Philippine police murdered a town mayor while he was helpless in a jail cell, justice department investigators said yesterday, contradicting claims by the accused and President Rodrigo Duterte that he was killed in a gunbattle.
The accusations by the National Bureau of Investigation deepened concerns that police were carrying out summary executions as part of Duterte’s controversial war on crime, which has claimed more than 5,100 lives in just over five months.
The NBI, equivalent to the US Federal Bureau of Investigation, said police shot dead mayor Rolando Espinosa and cellmate Raul Yap last month as they were defenceless in a provincial jail cell.
“After conducting an exhaustive investigation of the incidents surrounding the killing of Mayor Espinosa and Yap, the NBI concluded that the testimonies of several witnesses had disputed the claim of an alleged shootout between the (police) operatives and inmates Mayor Espinosa and Raul Yap but (was) a ‘rub out’,” the NBI said in a statement.
“Rub out” is a local expression, referring to the police killing a suspect and then saying he died in a gunbattle.
“The pieces of evidence, both testimonial and the forensic evidence all agree. We believe we have a very strong case,” NBI deputy director Ferdinand Lavin told reporters.
Lavin said the NBI had recommended murder and perjury charges against 24 officers for their alleged role in the killings and subsequent lies. The justice department will then decide whether to file the murder charges.
The accused police had claimed they fired in self-defence at the pair when they went into the jail cell before dawn to carry out a search warrant.
The police alleged Espinosa, who was in jail after being arrested in October on drug and gun possession charges, had a firearm and methamphetamine in the cell. Lawmakers, media groups and human rights advocates had ridiculed that version of events, asking why police had to carry out a search in a jail cell at night and why CCTV footage of the event had disappeared.
They also asked how a man in jail could have a gun and drugs, and why he would shoot at police knowing he was outnumbered.
However Duterte, who has pledged never to let a policeman go to jail for waging his war on crime, repeatedly defended the officers involved.
Duterte had accused Espinosa, mayor of the town of Albuera in the eastern province of Leyte, of being a drug lord.
He had initially given police “shoot-to-kill” orders if Espinosa did not surrender, prompting the mayor to turn himself in.
In a speech late Monday, Duterte defended the police who killed Espinosa and said he believed their version of events.
“Do not force me to believe the theories and assumptions, even with the witnesses, that the mayor was killed (illegally) in the prison,” he said.
Duterte had previously signalled he was happy Espinosa had been shot dead.
“You have here a guy, a government employee, using his office and money of government, cooking (illegal drugs) and destroying the lives of so many millions of Filipinos. So what is there for me to say about it?” he said last month.
Duterte’s police chief initially stood down the police officer in charge of the raid pending an investigation, but the president immediately reinstated him.
Duterte, 71, won May elections in a landslide on a promise to kill tens of thousands of criminals to prevent the Philippines from becoming a narco-state.
His subsequent war on crime, in which an average of more than 30 people a day are being killed, has led to fears police are carrying out mass extrajudicial killings.
Duterte has repeatedly pledged to protect police from murder charges relating to his crime war, and pardon them if they are found guilty.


YOUR ASSIGNMENT | Could you return every record below word for word, leaving out the pictures?

DATASET RECORDS |
★ ★ ★ ★
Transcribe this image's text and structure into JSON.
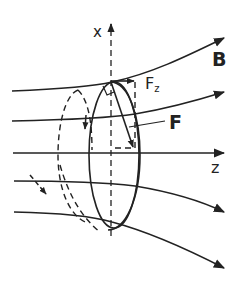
{
  "figure": {
    "labels": {
      "x_axis": "x",
      "z_axis": "z",
      "field": "B",
      "force": "F",
      "force_component_main": "F",
      "force_component_sub": "z"
    },
    "colors": {
      "ink": "#222222",
      "background": "#ffffff"
    }
  }
}
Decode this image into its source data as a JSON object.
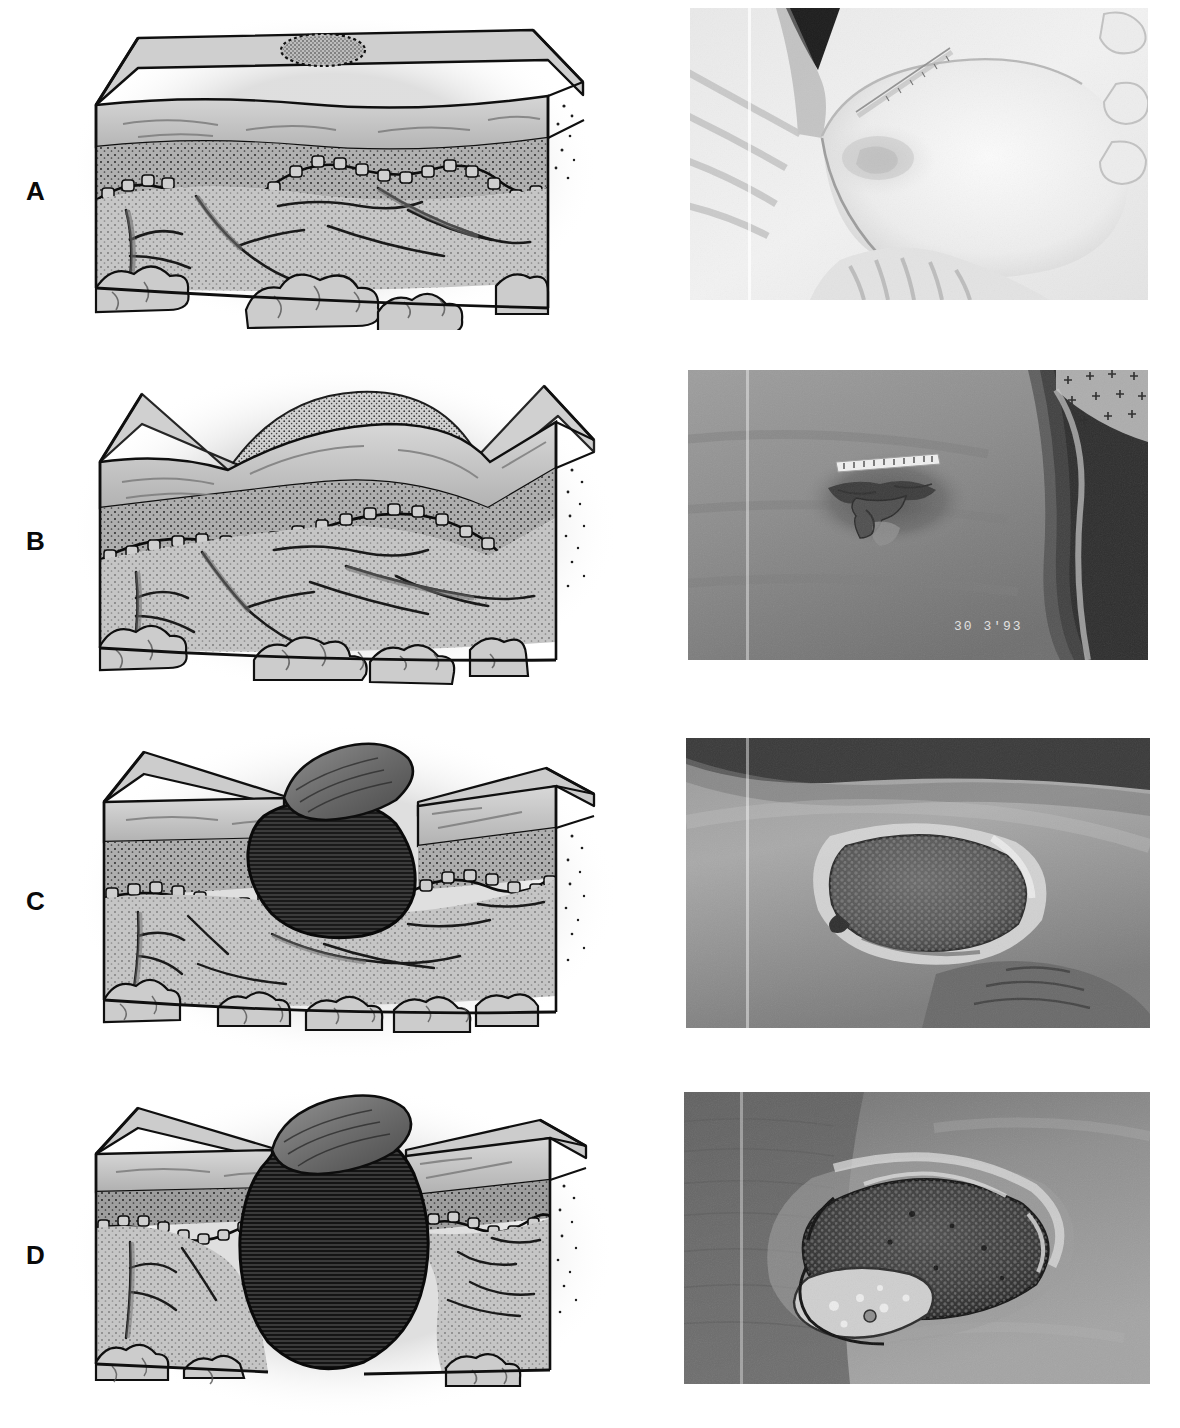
★ ★ ★ ★
RESPONSE |
Transcribe this image's text and structure into JSON.
{
  "figure": {
    "labels": {
      "x_axis": "x",
      "z_axis": "z",
      "field": "B",
      "force": "F",
      "force_component_main": "F",
      "force_component_sub": "z"
    },
    "colors": {
      "ink": "#222222",
      "background": "#ffffff"
    }
  }
}
Decode this image into its source data as a JSON object.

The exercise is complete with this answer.